Evening Republican, Volume 14, Number 136, Rensselaer, Jasper County, 8 June 1910 — WHEN WINDOWS ARE OPENED. [ARTICLE]
WHEN WINDOWS ARE OPENED.
First Day We Wonder Where All the Nolle Was Daring the Winter. On the first day of having all the windows wide open one feels the bewilderment and fatigue of a country person newly arrived in town. The New York Evening Sun says the noises remind one so forcibly of the fact that one is living in the city. One had known it vaguely all winter, but never had the truth so obtruded itself before. Now one not only is conscious of the city being near, but horrified by having it fairly on top of one. The last pressure of grefariousness seems to have been reached. One almost stands in the middle of one’s own room, first on one foot and then on the other, taking it for granted that all the chairs were long since filled. Cars, running in every direction most of them runing back and forth over cross rails as though it were their special delight; horns blowing on the river; people singing different songs at different tempi; some one playing; dogs barking; voices wandering about by themselves; motor tires exploding, horns honking—an absurd number of things happening. One is forced to believe that all this racket has been pressing against one’s window panes all winter. It may have been what kept the glass so perpetually clouded. It is a great? surprise to know it has been just outside and one all the time happily unaware. One fairly feels one would have seen It on looking out the window, particularly that most determined singer. It is ridiculous to suppose that her voice has been orientating In the atmosphere without mussing it up a littie. Perhaps she has just moved in. Yet that still leaves a great deal of noise unaccounted for; more than you can combat or do anything but marvel over. All you have to say Is that from the eager way in which it rushed into the room when you flung the windom open there must have been an awful lot of sitting on the window sill just waiting for this opportunity.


Your assignment:
Scan the data below. Pull out each line where "pixels" occurs.

Data excerpts:
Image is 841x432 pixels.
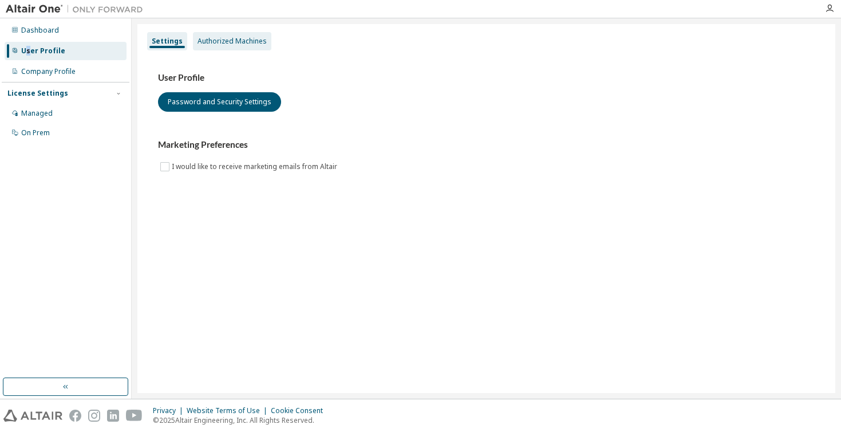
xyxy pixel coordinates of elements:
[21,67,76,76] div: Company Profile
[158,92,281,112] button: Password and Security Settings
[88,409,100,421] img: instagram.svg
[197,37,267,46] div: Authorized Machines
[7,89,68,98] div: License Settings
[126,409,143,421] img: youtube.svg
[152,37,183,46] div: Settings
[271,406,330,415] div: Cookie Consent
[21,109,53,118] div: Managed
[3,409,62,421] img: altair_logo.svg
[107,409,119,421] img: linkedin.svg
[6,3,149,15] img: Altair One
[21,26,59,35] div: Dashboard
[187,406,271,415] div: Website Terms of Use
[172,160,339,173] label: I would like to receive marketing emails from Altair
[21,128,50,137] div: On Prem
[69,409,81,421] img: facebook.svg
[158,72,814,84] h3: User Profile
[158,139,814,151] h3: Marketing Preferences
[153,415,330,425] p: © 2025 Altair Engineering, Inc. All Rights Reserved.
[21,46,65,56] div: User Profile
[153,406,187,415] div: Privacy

==

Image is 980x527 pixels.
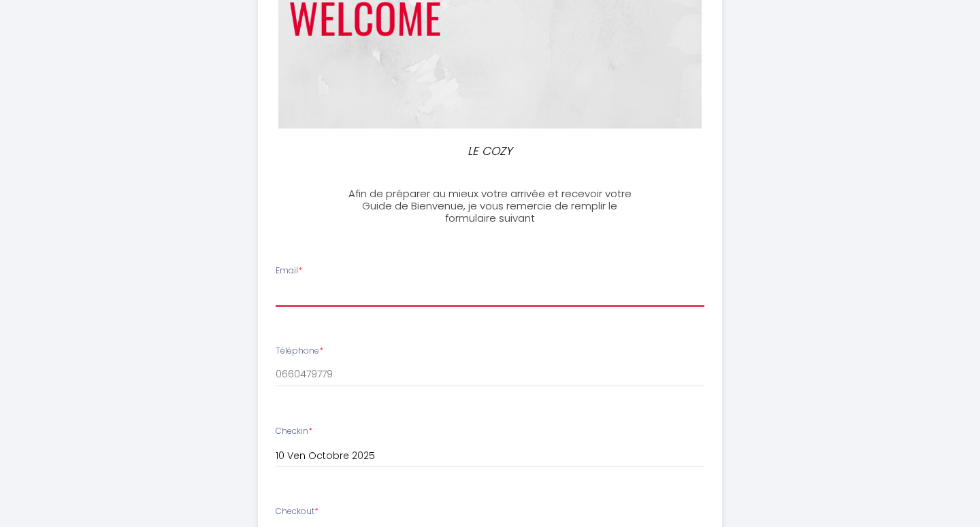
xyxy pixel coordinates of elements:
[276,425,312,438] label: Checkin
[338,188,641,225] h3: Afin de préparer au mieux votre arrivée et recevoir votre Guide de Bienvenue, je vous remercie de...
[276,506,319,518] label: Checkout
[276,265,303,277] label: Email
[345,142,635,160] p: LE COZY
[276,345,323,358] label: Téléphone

Result of this exercise:
Image is 841x432 pixels.
Image is 980x527 pixels.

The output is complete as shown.